For the chief economist at Standard Bank in Mozambique, Fáusio Mussá, this slowdown mainly reflects a sharp drop in the growth of production and new orders, but with job creation registering a moderate increase. In addition, “sales prices and the means of production increased, but more slowly, suggesting a further easing of inflation”.

“Even so, having remained above the reference value of 50, the August PMI suggests that economic activity continues to recover gradually,” emphasised Mussá.

The chief economist at Standard Bank de Moçambique also explained that, in the first half of 2023, a more restrictive policy was generally observed, translated into a pronounced increase in the reserve requirement coefficients, which is expected to produce the desired effect of a slowdown in inflation in the second half of the year, but accompanied by a slowdown in Gross Domestic Product (GDP) that excluded the natural resources sector. Nevertheless, “inflation, which stood at 5.7 per cent year-on-year in July, should have fallen to 5.5 per cent year-on-year in August, in a context of exchange rate stability and the seasonal fall in food inflation”.

In this sense, Fáusio Mussá believes that the combined effect of monetary policy and the fiscal containment measures implemented to resolve wage bill issues and domestic state debt pressures could result in a further slowdown in GDP growth outside the natural resources sector this year.

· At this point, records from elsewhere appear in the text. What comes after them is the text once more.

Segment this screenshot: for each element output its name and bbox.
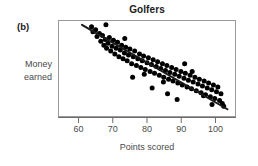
data-point (160, 61, 165, 66)
data-point (98, 39, 103, 44)
data-point (164, 63, 169, 68)
data-point (132, 49, 137, 54)
data-point (152, 71, 157, 76)
x-tick-label: 100 (201, 124, 231, 134)
data-point (150, 85, 155, 90)
data-point (214, 89, 219, 94)
data-point (104, 46, 109, 51)
data-point (148, 69, 153, 74)
data-point (142, 72, 147, 77)
data-point (191, 80, 196, 85)
data-point (196, 82, 201, 87)
data-point (169, 65, 174, 70)
data-point (108, 49, 113, 54)
data-point (206, 81, 211, 86)
data-point (205, 85, 210, 90)
data-point (161, 80, 166, 85)
data-point (103, 22, 108, 27)
data-point (211, 82, 216, 87)
data-point (172, 72, 177, 77)
data-point (177, 74, 182, 79)
data-point (175, 97, 180, 102)
data-point (130, 75, 135, 80)
data-point (202, 79, 207, 84)
data-point (190, 69, 195, 74)
data-point (218, 91, 223, 96)
scatter-plot-figure: (b) Golfers Money earned 60708090100 Poi… (0, 0, 258, 166)
data-point (197, 77, 202, 82)
x-tick-label: 60 (64, 124, 94, 134)
data-point (112, 51, 117, 56)
data-point (125, 58, 130, 63)
data-point (155, 59, 160, 64)
data-point (161, 75, 166, 80)
data-point (165, 91, 170, 96)
x-tick-label: 70 (98, 124, 128, 134)
data-point (181, 76, 186, 81)
data-point (186, 78, 191, 83)
x-tick-label: 80 (132, 124, 162, 134)
data-point (166, 77, 171, 82)
data-point (182, 61, 187, 66)
x-axis-label: Points scored (58, 142, 236, 152)
data-point (178, 69, 183, 74)
data-point (141, 53, 146, 58)
data-point (138, 65, 143, 70)
data-point (215, 84, 220, 89)
data-point (129, 61, 134, 66)
trend-line (82, 25, 227, 109)
data-point (210, 102, 215, 107)
data-point (134, 63, 139, 68)
data-point (122, 36, 127, 41)
x-tick-label: 90 (166, 124, 196, 134)
data-point (157, 73, 162, 78)
data-point (143, 67, 148, 72)
data-point (200, 83, 205, 88)
x-axis (58, 118, 236, 124)
data-point (209, 87, 214, 92)
data-point (151, 57, 156, 62)
data-point (183, 71, 188, 76)
data-point (146, 55, 151, 60)
data-point (174, 67, 179, 72)
data-point (192, 75, 197, 80)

“GDP growth excluding natural resources decelerated to 2.6 per cent in the first half of 2023 year-on-year, following growth of 3.4 per cent in the second half of 2022 and 4.3 per cent in the first half of 2022. At this point, a slower growth in GDP excluding the natural resources sector seems inevitable, to help alleviate the pressures associated with liquidity in foreign currency, thus promoting the maintenance of the stability of the metical, in a context of ongoing reforms in the foreign exchange market, and a further slowdown in inflation,” he concluded.